Three forestry researchers who worked with the CSIRO, Australia’s national science agency, have been awarded the prestigious Marcus Wallenberg Prize by Sweden’s King Carl Gustaf XVI in Stockholm. The three winners of the 2020 prize; Professor Joseph Landsberg, Professor Richard Waring and Professor Nicholas Coops either worked for CSIRO or were visiting researchers to the organisation. Source: Timberbiz
The Marcus Wallenberg Prize recognizes, encourages and stimulates scientific achievements which contribute significantly to broadening knowledge and to technical development within the fields of importance to forestry and forest industries.
The winners share the 2020 Marcus Wallenberg Prize (US$310,000) for a model to predict forest growth in a changing climate.
Satellite imagery offers the possibility to scale up the model to show how different environmental conditions affect the world’s forests.
Professor Joseph Landsberg was chief of the Division of Forest Research at the CSIRO from 1981 to 1988. He has been Adjunct Professor at Charles Sturt University, Bathurst, and at the University of Queensland. He was a visiting professor at NASA between 1993 and 1994, and at the University of Helsinki, Finland, in 1998.
Professor Coops worked at CSIRO until 2003 and worked mainly on remote sensing. He is now Professor at the University of British Columbia, Vancouver, Canada, where he holds a Canada Research Chair in remote sensing.
Professor Waring worked at Oregon State University and has been a visiting researcher at many universities and science organisations, including CSIRO. He is now Distinguished Professor Emeritus of Forest Science at Oregon State University.
In the 1990s, Professors Landsberg and Waring developed a model for forest growth that was based on simple plant physiological principles such as access to light, water, and nutrients.
Professor Coops, then working in Australia, added advanced satellite imagery analysis to the model. The result is a powerful tool for predicting growth and assessing the risks to the world’s forests posed by climate change.
Professors Landsberg and Waring became pioneers when they presented their Physiological Principles Predic0ng Growth, 3PG model, in 1997 to predict forest growth under changing environmental conditions.
The model is also able to calculate how actions, such as thinning and fertilisation, affect forest growth and development.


- [What the task requires]:
From the entries provided below, copy each line that contains the word "conclusion".

Data entries for graphics:
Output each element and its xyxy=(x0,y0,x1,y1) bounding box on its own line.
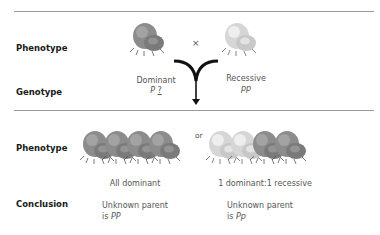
recessive-parent-genotype: pp xyxy=(216,84,276,93)
outcome-ratio-label: 1 dominant:1 recessive xyxy=(210,179,320,188)
offspring-flower-dominant-icon xyxy=(272,130,312,168)
outcome-all-dominant-label: All dominant xyxy=(95,179,175,188)
row-label-genotype: Genotype xyxy=(16,87,62,97)
genotype-unknown-allele: ? xyxy=(158,86,162,95)
recessive-parent-flower-icon xyxy=(222,22,262,60)
dominant-parent-genotype: P ? xyxy=(128,86,184,95)
row-label-phenotype-offspring: Phenotype xyxy=(16,143,67,153)
conclusion-b-line2: is Pp xyxy=(227,211,293,222)
row-label-phenotype-parents: Phenotype xyxy=(16,43,67,53)
conclusion-b-line1: Unknown parent xyxy=(227,200,293,211)
recessive-parent-label: Recessive xyxy=(216,74,276,83)
conclusion-a-line1: Unknown parent xyxy=(102,200,168,211)
genotype-known-allele: P xyxy=(150,86,155,95)
dominant-parent-label: Dominant xyxy=(128,76,184,85)
conclusion-a-prefix: is xyxy=(102,212,111,221)
middle-divider xyxy=(14,110,374,111)
offspring-mixed-group xyxy=(206,130,316,170)
conclusion-b-genotype: Pp xyxy=(236,212,246,221)
conclusion-a-line2: is PP xyxy=(102,211,168,222)
dominant-parent-flower-icon xyxy=(130,22,170,60)
conclusion-a: Unknown parent is PP xyxy=(102,200,168,222)
conclusion-b: Unknown parent is Pp xyxy=(227,200,293,222)
top-divider xyxy=(14,11,374,12)
conclusion-b-prefix: is xyxy=(227,212,236,221)
or-label: or xyxy=(195,131,203,140)
conclusion-a-genotype: PP xyxy=(111,212,121,221)
cross-symbol: × xyxy=(192,38,200,48)
offspring-all-dominant-group xyxy=(80,130,190,170)
row-label-conclusion: Conclusion xyxy=(16,199,68,209)
offspring-flower-dominant-icon xyxy=(146,130,186,168)
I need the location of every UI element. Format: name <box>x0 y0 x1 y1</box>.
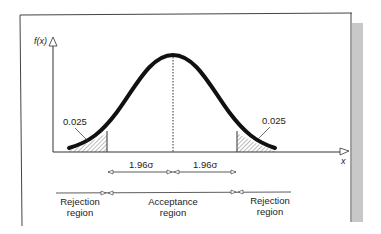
arrow-right-icon <box>231 170 236 174</box>
center-region-label-2: region <box>160 207 186 218</box>
right-tail-area <box>237 133 275 152</box>
right-tail-leader <box>258 127 270 139</box>
left-region-label-2: region <box>67 207 93 218</box>
frame-shadow <box>352 23 363 222</box>
region-line <box>56 192 291 193</box>
left-tail-leader <box>75 128 88 141</box>
right-region-label-2: region <box>257 206 283 217</box>
arrow-left-icon <box>174 170 179 174</box>
center-region-label-1: Acceptance <box>148 196 198 207</box>
frame-top <box>20 13 352 15</box>
normal-curve <box>69 55 275 148</box>
arrow-right-icon <box>231 190 236 194</box>
arrow-left-icon <box>108 191 113 195</box>
arrow-right-icon <box>101 191 106 195</box>
x-axis-arrow-icon <box>340 148 349 155</box>
arrow-left-icon <box>108 170 113 174</box>
arrow-right-icon <box>167 170 172 174</box>
left-tail-area <box>69 133 107 152</box>
arrow-left-icon <box>238 190 243 194</box>
sigma-left-label: 1.96σ <box>129 159 153 170</box>
y-axis-arrow-icon <box>49 37 57 46</box>
left-region-label-1: Rejection <box>60 196 100 207</box>
frame-left <box>20 15 22 226</box>
x-axis-label: x <box>340 156 346 166</box>
left-tail-label: 0.025 <box>63 116 87 127</box>
y-axis-label: f(x) <box>34 36 47 46</box>
sigma-right-label: 1.96σ <box>193 159 217 170</box>
diagram-canvas: f(x) x 0.025 0.025 1.96σ 1.96σ Rejection… <box>0 0 381 234</box>
right-tail-label: 0.025 <box>262 115 286 126</box>
right-region-label-1: Rejection <box>250 195 290 206</box>
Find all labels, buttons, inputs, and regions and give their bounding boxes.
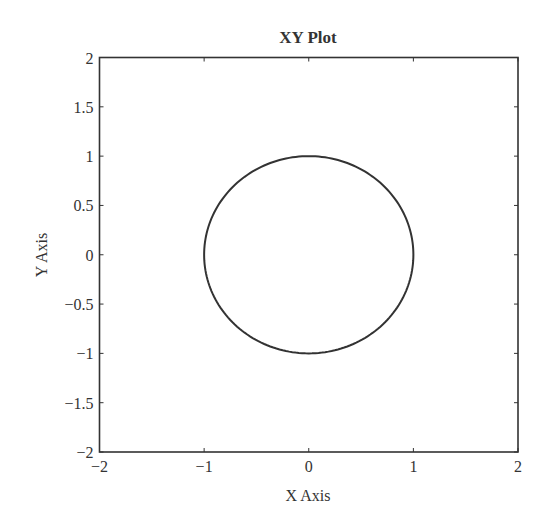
chart-title: XY Plot — [279, 28, 337, 47]
y-tick-label: −2 — [76, 444, 93, 461]
circle-series-line — [204, 156, 413, 353]
x-tick-label: 2 — [514, 458, 522, 475]
y-tick-label: −1 — [76, 345, 93, 362]
y-axis-label: Y Axis — [33, 233, 50, 277]
y-tick-label: 0.5 — [74, 197, 94, 214]
y-tick-label: 1.5 — [74, 99, 94, 116]
x-tick-label: −2 — [91, 458, 108, 475]
y-tick-label: 0 — [86, 247, 94, 264]
plot-area-frame — [100, 58, 519, 453]
x-tick-label: −1 — [196, 458, 213, 475]
y-tick-label: 2 — [86, 50, 94, 67]
x-axis-label: X Axis — [286, 487, 331, 504]
x-tick-label: 0 — [305, 458, 313, 475]
xy-plot-chart: XY Plot −2−1012−2−1.5−1−0.500.511.52 X A… — [0, 0, 545, 527]
x-tick-label: 1 — [409, 458, 417, 475]
axis-ticks — [100, 58, 519, 453]
y-tick-label: −0.5 — [64, 296, 93, 313]
y-tick-label: 1 — [86, 148, 94, 165]
tick-labels: −2−1012−2−1.5−1−0.500.511.52 — [64, 50, 522, 476]
y-tick-label: −1.5 — [64, 395, 93, 412]
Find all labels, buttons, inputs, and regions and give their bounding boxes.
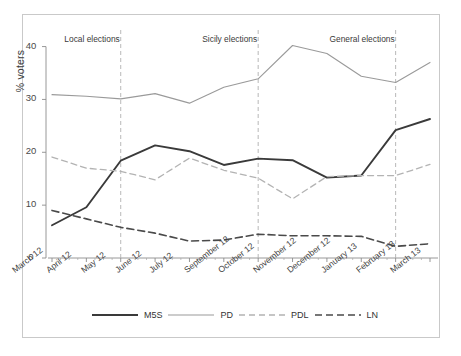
legend-label-pdl: PDL [291,310,309,320]
legend-item-m5s: M5S [92,310,163,320]
line-chart-canvas [0,0,461,356]
series-line-m5s [52,119,430,225]
annotation-label-0: Local elections [64,34,119,44]
legend-swatch-ln [315,311,361,319]
series-line-ln [52,210,430,246]
y-tick-label-20: 20 [20,145,42,156]
legend-label-m5s: M5S [144,310,163,320]
legend-item-ln: LN [315,310,379,320]
legend-item-pdl: PDL [239,310,309,320]
legend-label-pd: PD [220,310,233,320]
legend-label-ln: LN [367,310,379,320]
series-line-pd [52,46,430,104]
legend-swatch-pd [168,311,214,319]
legend-swatch-pdl [239,311,285,319]
legend-item-pd: PD [168,310,233,320]
y-tick-label-10: 10 [20,198,42,209]
chart-screenshot: % voters 010203040 March 12April 12May 1… [0,0,461,356]
annotation-label-2: General elections [329,34,394,44]
y-tick-label-40: 40 [20,40,42,51]
chart-legend: M5S PD PDL LN [70,306,400,324]
y-axis-label: % voters [14,16,28,126]
legend-swatch-m5s [92,311,138,319]
annotation-label-1: Sicily elections [202,34,257,44]
y-tick-label-30: 30 [20,92,42,103]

- [Solution for this problem]:
conclusion-b-line2: is Pp xyxy=(227,211,293,222)
conclusion-b-line1: Unknown parent xyxy=(227,200,293,211)
conclusion-a-line1: Unknown parent xyxy=(102,200,168,211)
conclusion-a-prefix: is xyxy=(102,212,111,221)
conclusion-b-genotype: Pp xyxy=(236,212,246,221)
conclusion-a-line2: is PP xyxy=(102,211,168,222)
conclusion-a: Unknown parent is PP xyxy=(102,200,168,222)
conclusion-b: Unknown parent is Pp xyxy=(227,200,293,222)
conclusion-b-prefix: is xyxy=(227,212,236,221)
conclusion-a-genotype: PP xyxy=(111,212,121,221)
row-label-conclusion: Conclusion xyxy=(16,199,68,209)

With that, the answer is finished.